Artificial Intelligence has an amazing ability to process millions of pieces of data in seconds.
But don’t ask it to give you the time.
An Edinburgh University team has found that some of the world’s most advanced AI systems have problems telling the time and working out dates on calendars, a study suggests.
“While AI models can perform complex tasks such as writing essays and generating art, they have yet to master some skills that humans carry out with ease,” the research report says.
“Unlike simply recognising shapes, understanding analogue clocks and calendars requires a combination of spatial awareness, context and basic maths – something that remains challenging for AI.”
The team tested if AI systems that process text and images – known as multimodal large language models (MLLMs) – could answer time-related questions by looking at a picture of a clock or a calendar.
They used various clock designs, including some with Roman numerals, with and without second hands, and different coloured dials.
They found that AI systems, at best, got clock-hand positions right less than a quarter of the time.
Mistakes were most common when clocks had Roman numerals or stylised clock hands.
“AI systems also did not perform any better when the second hand was removed, suggesting there are deep-seated issues with hand detection and angle interpretation,” they said.
“The researchers asked AI models to answer a range of calendar-based questions, such as identifying holidays and working out past and future dates.
“(They) found that even the best-performing AI model got date calculations wrong one-fifth of the time.”
The full report is on the University of Edinburgh website.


_ASSIGNED TASK_
The data below holds a line containing "The image size is (1413, 684)." and a line containing "The height and width of the screenshot is (201, 402)."; please quote exactly those two lines and every line between them, and nothing else.

*****

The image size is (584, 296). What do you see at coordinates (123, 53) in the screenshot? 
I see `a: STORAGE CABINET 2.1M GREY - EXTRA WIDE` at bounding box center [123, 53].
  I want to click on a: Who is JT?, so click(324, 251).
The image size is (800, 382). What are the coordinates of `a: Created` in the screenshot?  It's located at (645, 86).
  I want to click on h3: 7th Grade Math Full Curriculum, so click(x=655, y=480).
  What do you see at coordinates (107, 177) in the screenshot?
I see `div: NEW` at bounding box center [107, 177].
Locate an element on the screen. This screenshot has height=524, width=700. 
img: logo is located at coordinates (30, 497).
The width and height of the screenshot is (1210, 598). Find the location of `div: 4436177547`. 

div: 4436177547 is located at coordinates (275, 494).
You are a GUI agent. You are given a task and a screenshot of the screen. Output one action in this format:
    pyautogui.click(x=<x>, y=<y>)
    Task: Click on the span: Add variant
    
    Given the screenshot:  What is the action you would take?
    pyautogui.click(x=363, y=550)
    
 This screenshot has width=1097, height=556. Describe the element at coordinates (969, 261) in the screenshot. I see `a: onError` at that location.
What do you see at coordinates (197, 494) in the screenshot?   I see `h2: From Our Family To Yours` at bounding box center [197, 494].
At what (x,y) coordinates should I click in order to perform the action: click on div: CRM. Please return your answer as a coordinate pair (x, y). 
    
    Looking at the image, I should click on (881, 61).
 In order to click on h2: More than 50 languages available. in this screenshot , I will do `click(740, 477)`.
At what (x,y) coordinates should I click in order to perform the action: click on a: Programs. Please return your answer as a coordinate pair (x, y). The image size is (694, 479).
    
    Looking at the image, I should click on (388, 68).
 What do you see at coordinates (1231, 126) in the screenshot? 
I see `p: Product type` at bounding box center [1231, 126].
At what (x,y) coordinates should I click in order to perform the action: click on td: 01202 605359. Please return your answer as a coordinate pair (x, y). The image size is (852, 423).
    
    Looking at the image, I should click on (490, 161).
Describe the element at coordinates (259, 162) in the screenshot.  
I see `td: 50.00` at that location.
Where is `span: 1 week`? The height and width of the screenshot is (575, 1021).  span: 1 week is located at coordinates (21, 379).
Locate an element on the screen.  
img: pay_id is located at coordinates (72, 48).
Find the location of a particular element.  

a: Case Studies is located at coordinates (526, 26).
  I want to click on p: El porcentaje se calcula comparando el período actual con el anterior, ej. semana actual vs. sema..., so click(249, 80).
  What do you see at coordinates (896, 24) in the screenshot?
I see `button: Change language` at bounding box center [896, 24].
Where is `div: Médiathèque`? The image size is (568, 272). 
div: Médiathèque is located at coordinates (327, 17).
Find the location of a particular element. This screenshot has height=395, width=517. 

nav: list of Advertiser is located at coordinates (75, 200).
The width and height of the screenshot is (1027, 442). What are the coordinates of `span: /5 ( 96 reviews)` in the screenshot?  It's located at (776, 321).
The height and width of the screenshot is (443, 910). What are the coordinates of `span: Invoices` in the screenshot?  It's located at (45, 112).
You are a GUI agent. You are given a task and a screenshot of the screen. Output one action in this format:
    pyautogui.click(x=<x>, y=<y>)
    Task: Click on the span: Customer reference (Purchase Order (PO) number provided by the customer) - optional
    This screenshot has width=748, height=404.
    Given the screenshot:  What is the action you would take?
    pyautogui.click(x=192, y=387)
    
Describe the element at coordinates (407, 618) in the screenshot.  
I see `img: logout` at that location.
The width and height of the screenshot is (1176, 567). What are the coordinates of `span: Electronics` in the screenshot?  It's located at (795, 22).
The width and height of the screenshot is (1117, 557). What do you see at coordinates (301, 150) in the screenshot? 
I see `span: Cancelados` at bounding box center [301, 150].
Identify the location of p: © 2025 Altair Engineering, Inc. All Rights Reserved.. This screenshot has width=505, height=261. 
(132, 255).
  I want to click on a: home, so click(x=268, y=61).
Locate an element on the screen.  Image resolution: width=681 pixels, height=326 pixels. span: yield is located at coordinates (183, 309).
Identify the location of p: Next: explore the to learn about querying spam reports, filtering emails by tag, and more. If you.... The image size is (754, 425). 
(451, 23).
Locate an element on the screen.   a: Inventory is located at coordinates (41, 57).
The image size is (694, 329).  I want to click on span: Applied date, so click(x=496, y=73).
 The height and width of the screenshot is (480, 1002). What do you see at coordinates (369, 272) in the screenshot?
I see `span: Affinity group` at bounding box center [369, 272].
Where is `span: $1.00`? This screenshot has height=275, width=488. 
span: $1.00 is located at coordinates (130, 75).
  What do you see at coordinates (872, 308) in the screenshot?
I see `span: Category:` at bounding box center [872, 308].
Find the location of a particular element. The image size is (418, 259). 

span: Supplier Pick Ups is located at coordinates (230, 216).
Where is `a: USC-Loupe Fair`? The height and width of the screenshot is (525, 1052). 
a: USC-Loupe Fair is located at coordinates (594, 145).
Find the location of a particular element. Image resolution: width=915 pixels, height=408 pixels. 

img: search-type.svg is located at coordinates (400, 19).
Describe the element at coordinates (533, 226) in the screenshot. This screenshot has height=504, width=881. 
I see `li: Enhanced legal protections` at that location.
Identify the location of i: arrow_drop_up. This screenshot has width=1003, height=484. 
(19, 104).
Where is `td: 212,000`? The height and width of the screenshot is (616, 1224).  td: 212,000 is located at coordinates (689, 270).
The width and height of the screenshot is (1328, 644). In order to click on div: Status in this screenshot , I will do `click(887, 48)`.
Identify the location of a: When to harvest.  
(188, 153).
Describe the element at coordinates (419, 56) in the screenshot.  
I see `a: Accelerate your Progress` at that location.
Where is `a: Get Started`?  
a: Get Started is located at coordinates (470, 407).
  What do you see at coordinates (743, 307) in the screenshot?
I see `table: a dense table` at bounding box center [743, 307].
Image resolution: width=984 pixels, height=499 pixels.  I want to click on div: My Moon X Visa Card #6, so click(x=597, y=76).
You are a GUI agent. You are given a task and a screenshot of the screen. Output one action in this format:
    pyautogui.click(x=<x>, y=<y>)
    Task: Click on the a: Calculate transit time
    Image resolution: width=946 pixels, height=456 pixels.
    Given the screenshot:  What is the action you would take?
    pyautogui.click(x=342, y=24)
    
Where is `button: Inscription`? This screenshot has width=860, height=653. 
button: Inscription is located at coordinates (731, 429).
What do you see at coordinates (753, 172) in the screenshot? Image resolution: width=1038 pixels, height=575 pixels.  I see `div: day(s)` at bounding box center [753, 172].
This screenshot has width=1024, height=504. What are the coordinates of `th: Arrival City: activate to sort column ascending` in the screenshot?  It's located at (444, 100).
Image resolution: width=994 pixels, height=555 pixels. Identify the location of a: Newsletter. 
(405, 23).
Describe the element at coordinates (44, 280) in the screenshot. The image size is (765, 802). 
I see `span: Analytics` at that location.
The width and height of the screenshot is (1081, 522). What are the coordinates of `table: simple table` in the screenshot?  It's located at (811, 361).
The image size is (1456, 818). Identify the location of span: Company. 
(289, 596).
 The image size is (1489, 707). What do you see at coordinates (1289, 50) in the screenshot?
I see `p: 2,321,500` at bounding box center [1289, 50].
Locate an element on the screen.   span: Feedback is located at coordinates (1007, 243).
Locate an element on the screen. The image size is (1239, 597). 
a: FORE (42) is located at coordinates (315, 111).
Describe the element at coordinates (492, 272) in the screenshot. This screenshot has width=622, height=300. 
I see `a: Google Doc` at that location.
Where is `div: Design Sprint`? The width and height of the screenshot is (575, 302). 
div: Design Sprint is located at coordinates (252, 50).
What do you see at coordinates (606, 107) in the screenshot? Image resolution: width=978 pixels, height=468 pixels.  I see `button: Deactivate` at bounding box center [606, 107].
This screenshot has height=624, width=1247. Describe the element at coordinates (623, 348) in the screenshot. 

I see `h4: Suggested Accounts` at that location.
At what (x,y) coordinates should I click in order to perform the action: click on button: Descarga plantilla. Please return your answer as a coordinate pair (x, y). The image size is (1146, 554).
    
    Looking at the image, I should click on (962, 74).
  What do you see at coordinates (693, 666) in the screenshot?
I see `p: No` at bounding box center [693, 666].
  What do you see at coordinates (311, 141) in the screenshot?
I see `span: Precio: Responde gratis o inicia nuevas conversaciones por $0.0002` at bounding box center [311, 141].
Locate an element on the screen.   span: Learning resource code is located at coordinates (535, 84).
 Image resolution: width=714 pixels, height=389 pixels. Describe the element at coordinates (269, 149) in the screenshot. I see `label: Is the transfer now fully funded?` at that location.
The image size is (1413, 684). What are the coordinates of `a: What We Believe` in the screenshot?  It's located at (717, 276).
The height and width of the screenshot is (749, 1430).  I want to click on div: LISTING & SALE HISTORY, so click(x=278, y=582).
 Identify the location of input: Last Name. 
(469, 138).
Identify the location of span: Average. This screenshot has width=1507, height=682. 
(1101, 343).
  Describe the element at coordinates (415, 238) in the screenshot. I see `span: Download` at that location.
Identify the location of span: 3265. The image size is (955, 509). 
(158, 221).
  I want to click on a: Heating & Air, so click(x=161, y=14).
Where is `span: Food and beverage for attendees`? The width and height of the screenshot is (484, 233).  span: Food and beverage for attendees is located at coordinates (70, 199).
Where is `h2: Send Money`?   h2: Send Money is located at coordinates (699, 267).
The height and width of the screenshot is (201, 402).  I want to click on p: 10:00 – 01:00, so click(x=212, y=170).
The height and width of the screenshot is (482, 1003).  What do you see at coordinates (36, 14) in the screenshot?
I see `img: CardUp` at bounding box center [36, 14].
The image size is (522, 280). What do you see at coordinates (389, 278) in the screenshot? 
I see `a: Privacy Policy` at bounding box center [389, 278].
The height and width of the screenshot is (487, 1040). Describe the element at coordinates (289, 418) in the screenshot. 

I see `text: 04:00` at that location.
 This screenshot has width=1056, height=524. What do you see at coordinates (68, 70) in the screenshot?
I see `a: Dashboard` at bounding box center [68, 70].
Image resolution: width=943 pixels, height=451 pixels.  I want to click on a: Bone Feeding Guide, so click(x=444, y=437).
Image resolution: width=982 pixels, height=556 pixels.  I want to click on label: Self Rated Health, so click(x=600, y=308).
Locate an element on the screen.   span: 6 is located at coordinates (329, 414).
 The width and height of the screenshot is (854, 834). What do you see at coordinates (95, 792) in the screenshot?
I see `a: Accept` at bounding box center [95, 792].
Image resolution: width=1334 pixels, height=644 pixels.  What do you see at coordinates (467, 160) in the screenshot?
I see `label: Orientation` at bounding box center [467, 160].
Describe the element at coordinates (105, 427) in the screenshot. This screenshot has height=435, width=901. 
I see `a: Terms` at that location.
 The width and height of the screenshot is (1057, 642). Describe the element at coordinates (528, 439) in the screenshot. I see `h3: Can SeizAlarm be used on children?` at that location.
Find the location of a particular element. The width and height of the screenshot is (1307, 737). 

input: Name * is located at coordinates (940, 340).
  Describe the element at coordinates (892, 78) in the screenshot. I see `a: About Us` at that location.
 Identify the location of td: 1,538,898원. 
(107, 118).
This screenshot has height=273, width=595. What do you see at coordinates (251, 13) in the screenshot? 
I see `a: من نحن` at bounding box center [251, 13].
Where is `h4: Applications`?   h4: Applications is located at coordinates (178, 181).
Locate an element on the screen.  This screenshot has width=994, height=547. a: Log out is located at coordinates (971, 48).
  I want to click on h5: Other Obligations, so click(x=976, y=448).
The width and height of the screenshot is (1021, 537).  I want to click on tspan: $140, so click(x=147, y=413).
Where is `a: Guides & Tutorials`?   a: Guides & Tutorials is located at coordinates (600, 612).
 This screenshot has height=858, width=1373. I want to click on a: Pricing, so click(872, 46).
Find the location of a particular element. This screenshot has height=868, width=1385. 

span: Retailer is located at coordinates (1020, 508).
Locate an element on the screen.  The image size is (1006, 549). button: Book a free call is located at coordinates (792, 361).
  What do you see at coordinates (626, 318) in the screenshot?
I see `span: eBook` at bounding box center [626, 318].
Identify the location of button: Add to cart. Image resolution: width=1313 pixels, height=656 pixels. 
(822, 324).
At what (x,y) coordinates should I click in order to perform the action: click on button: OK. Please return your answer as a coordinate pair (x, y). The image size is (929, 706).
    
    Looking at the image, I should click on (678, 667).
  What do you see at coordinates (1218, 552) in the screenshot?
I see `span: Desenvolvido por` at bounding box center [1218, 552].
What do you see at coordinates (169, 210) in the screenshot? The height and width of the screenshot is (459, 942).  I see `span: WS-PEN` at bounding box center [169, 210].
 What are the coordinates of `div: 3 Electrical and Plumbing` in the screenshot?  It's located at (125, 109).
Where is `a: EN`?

*****

_TASK RESPONSE_
The image size is (1413, 684). What are the coordinates of `a: What We Believe` in the screenshot?  It's located at (717, 276).
The height and width of the screenshot is (749, 1430).  I want to click on div: LISTING & SALE HISTORY, so click(x=278, y=582).
 Identify the location of input: Last Name. 
(469, 138).
Identify the location of span: Average. This screenshot has width=1507, height=682. 
(1101, 343).
  Describe the element at coordinates (415, 238) in the screenshot. I see `span: Download` at that location.
Identify the location of span: 3265. The image size is (955, 509). 
(158, 221).
  I want to click on a: Heating & Air, so click(x=161, y=14).
Where is `span: Food and beverage for attendees`? The width and height of the screenshot is (484, 233).  span: Food and beverage for attendees is located at coordinates (70, 199).
Where is `h2: Send Money`?   h2: Send Money is located at coordinates (699, 267).
The height and width of the screenshot is (201, 402).  I want to click on p: 10:00 – 01:00, so click(x=212, y=170).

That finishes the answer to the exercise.